With the increasing speed difference between processor and memory, the memory speed bottleneck has become an important factor restricting program performance, a hierarchical storage system with multilevel cache has been developed in modern computers to cope with this situation. However, some applications using structure type as the core data structure do not fully consider the principle of data locality in the design, resulting in a low cache hit rate when the program runs, and the program performance is seriously constrained. To address this problem, the study of structure layout optimization has been carried out. Structure layout optimization is a technique to optimize the core data structure of a program, which requires changes to the entire program. Based on the GCC 10.3.0 compiler, the research carried out in this thesis implements structure layout optimization in four steps: recording, analysis, conversion and rewriting, by utilizing GCC's well-established interprocedural optimization and link-time optimization frameworks. The structures in the program are maximally split to separate the frequently accessed data fields from the infrequently accessed data fields, which improves the spatial locality of the program, increases the cache hit rate when the program is running, and finally improves the performance of the program. Through experimental validation and analysis, significant performance improvements were achieved for memory-intensive applications that use structure type as their core data structure and exhibit noticeable differences in memory access frequency among structure fields. Experiment was conducted on the SPEC CPU 2000 and SPEC CPU 2006 benchmark suites, resulting in a maximum speedup ratio of 1.86.
KEYWORDS: Power consumption, Design and modelling, Matrices, Convolutional neural networks, Windows, Clocks, Computer architecture, Convolution, Image compression, Digital signal processing
A low-power RISC-V-based convolutional neural network acceleration processor is proposed to cope with the problem that the increasing resource requirements of convolutional neural networks in the direction of hardware convolutional acceleration are difficult to be met on embedded devices. The processor is designed with three instructions that can configure the parameters of each CNN layer to accommodate different input data, multiplex computational resources to reduce power consumption, and execute operations that repeat a large number of executions in parallel to speed up operation efficiency. Through comparison experiments, it can be found that this processor acceleration instruction set is 20.93 times, 7.67 times, and 8.97 times faster than the base RISC-V instruction set after verified with the same data on three operations, including convolution, activation, and pooling, respectively. The experimental results show that the total power consumption of the processor with this custom instruction set is only 0.221 W at 16 MHZ operating frequency, which is advantageous in terms of performance-to-power ratio compared to other RISC-V accelerated processors with less resource consumption and lower power consumption.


▶ [Task to complete] Drop the pictures; give again exactly the lines from the one holding "Describe the element" through the end of the data.

▶ [Entries shown]
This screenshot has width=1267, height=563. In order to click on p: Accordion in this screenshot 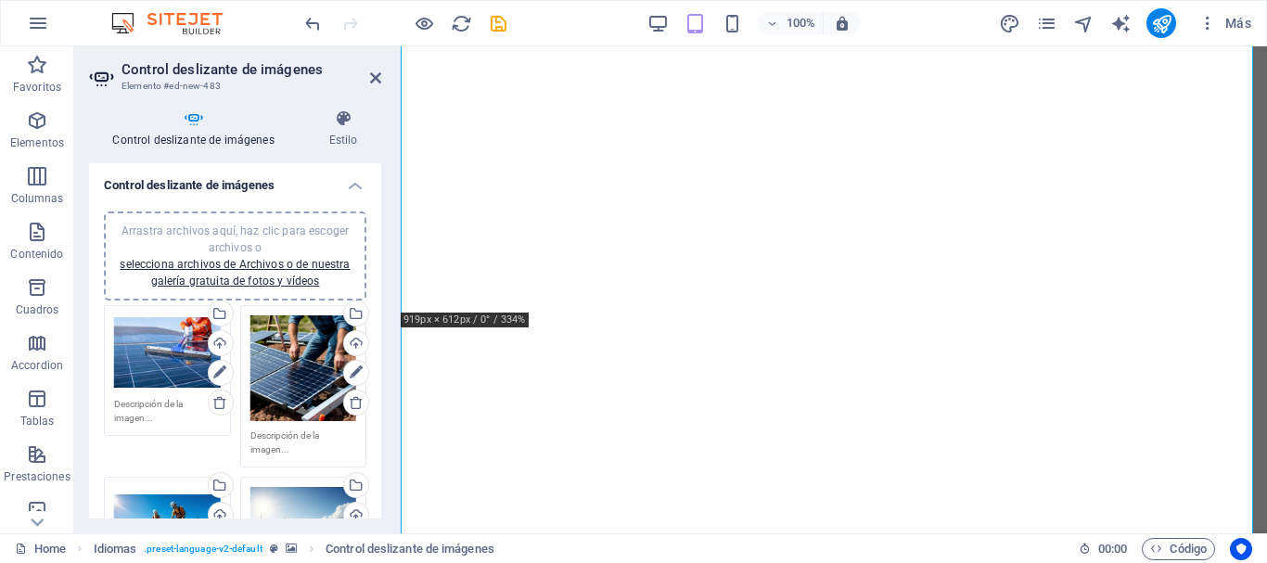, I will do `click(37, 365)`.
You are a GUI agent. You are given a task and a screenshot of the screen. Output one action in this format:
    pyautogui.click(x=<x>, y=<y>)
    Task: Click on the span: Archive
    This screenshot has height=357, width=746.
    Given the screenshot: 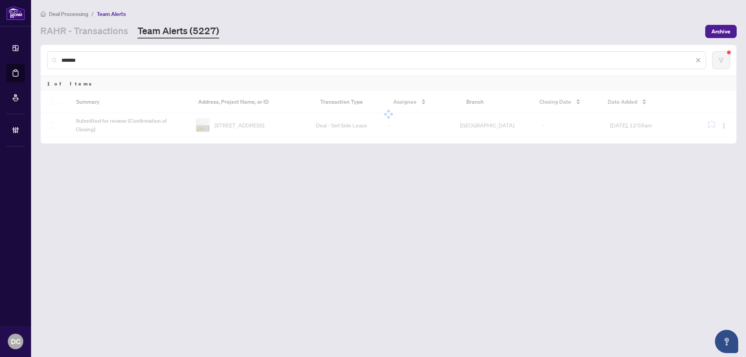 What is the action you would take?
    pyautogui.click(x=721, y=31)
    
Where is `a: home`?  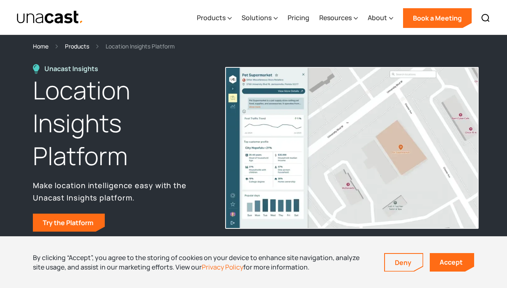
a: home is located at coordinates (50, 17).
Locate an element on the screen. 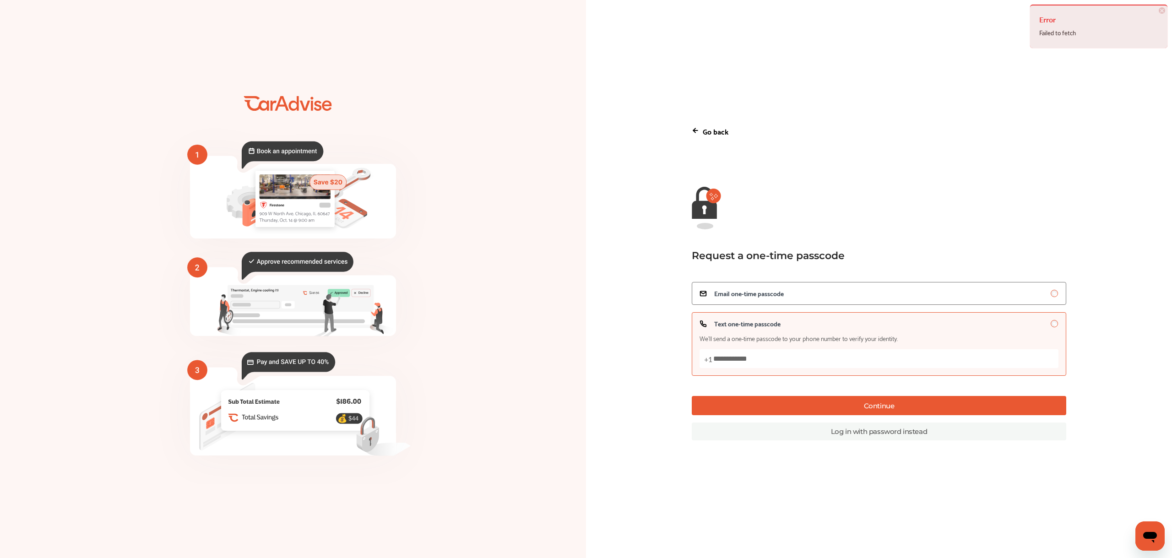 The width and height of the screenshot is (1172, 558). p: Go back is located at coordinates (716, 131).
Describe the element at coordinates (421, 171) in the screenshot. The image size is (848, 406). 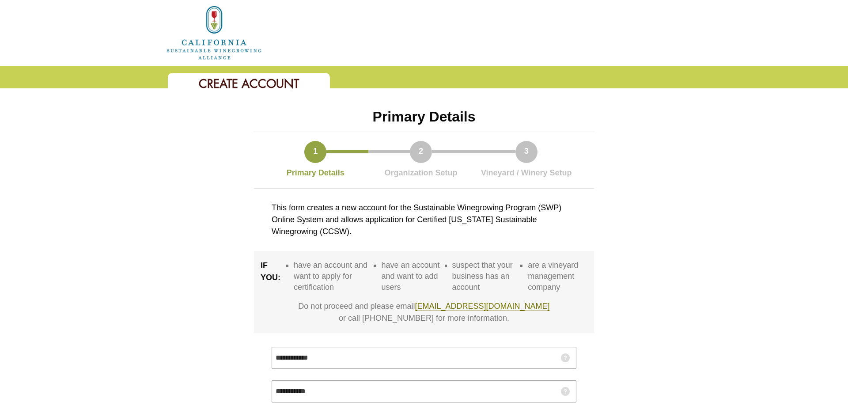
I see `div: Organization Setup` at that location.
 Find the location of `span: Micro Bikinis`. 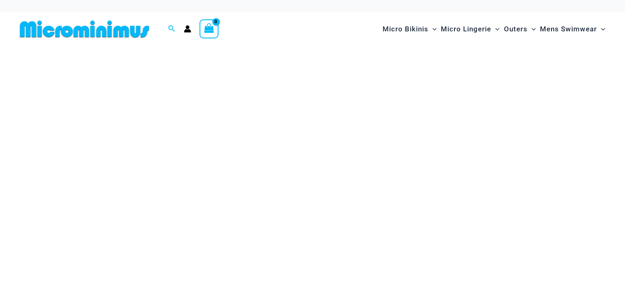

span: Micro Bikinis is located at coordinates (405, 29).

▶ [Written solution]
Describe the element at coordinates (421, 171) in the screenshot. The image size is (848, 406). 
I see `div: Organization Setup` at that location.
 Find the location of `span: Micro Bikinis`. 

span: Micro Bikinis is located at coordinates (405, 29).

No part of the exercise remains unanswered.